▸ SOURCE DATA
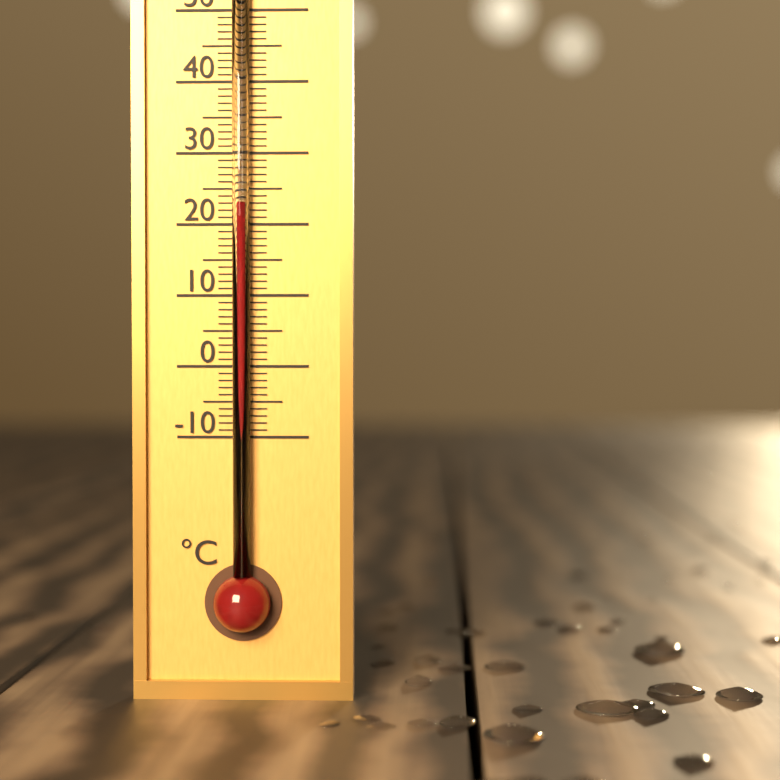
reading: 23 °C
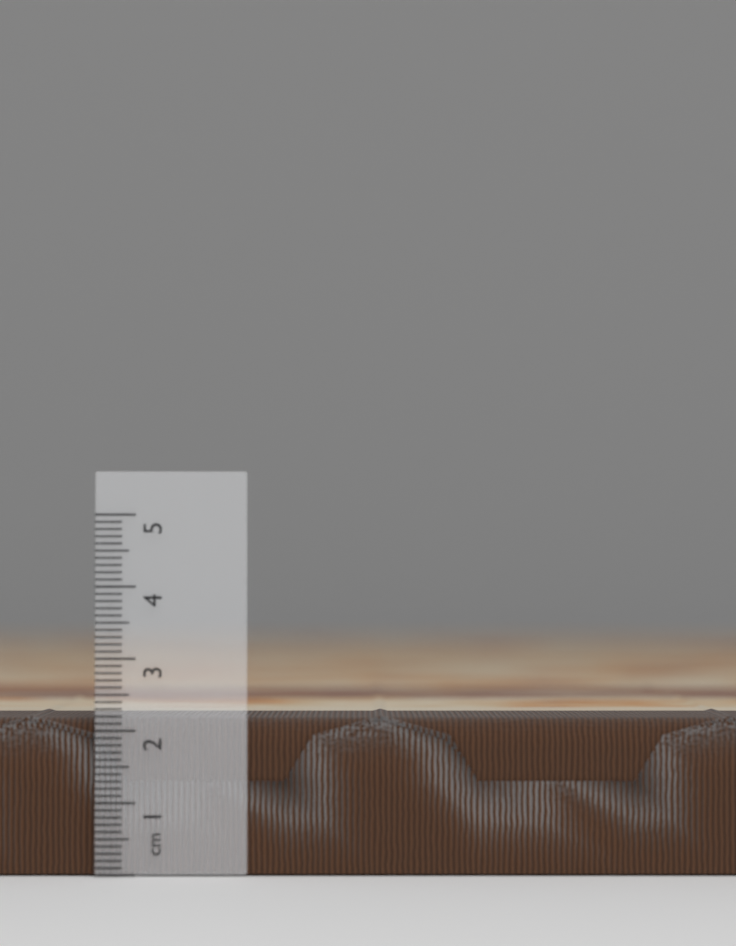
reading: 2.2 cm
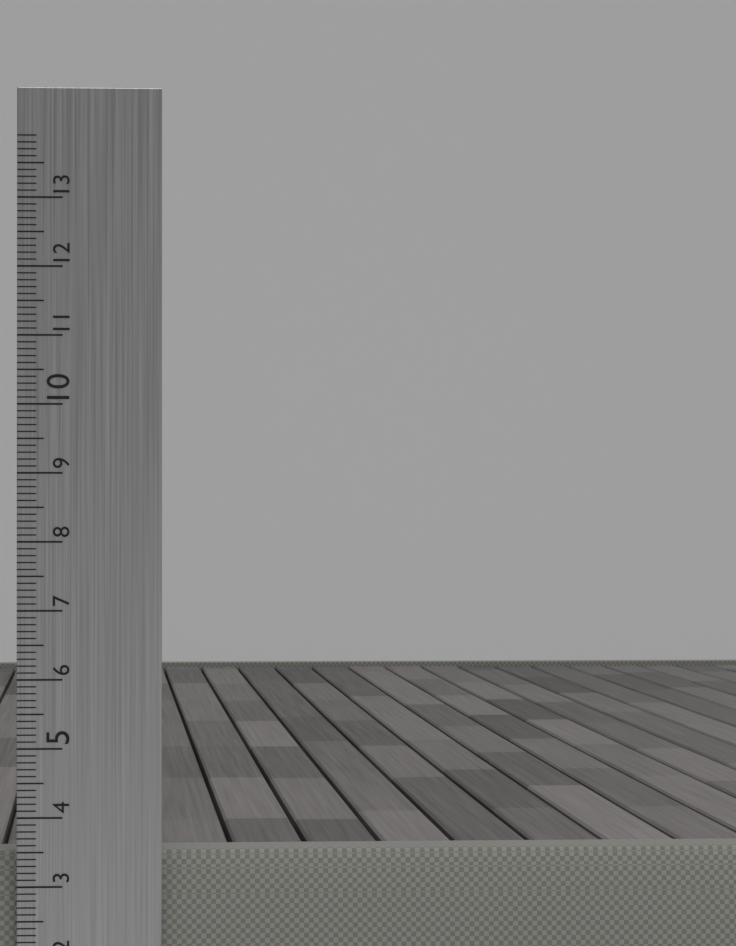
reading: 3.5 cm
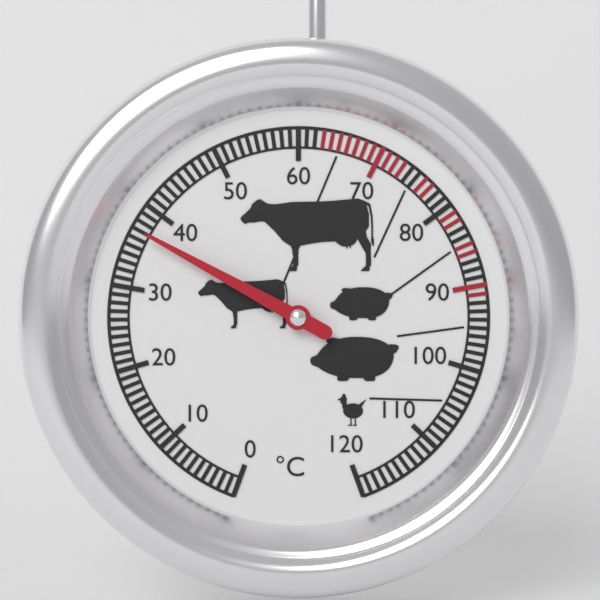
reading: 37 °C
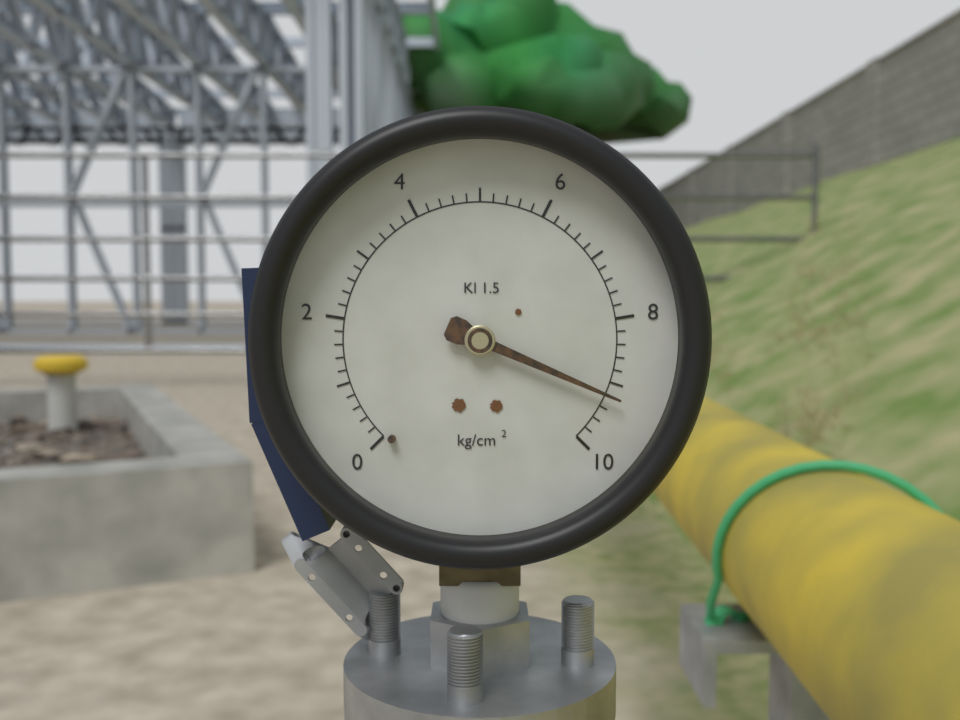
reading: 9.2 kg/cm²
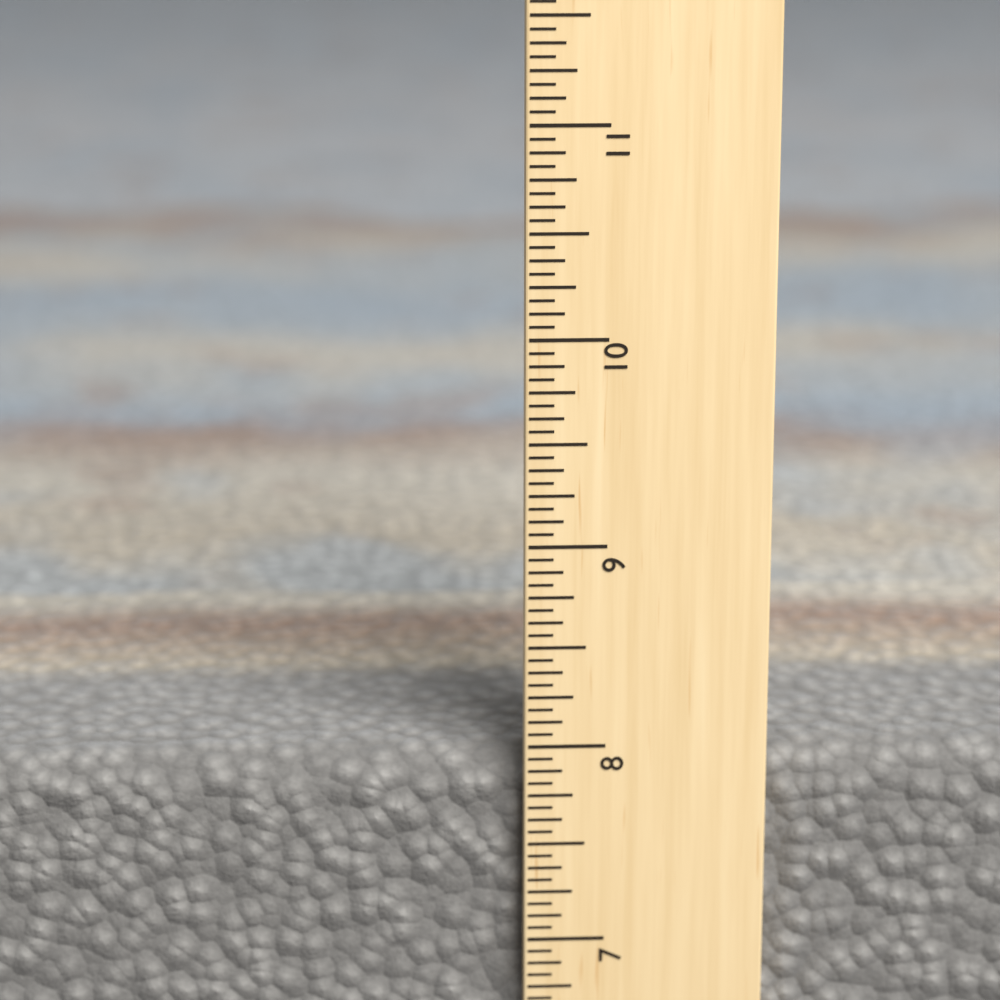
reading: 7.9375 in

▸ EXERCISE DETAILS
An exact copy of all the records, free of pictures, is the expected answer.

▸ RESPONSE AREA
reading: 23 °C
reading: 2.2 cm
reading: 3.5 cm
reading: 37 °C
reading: 9.2 kg/cm²
reading: 7.9375 in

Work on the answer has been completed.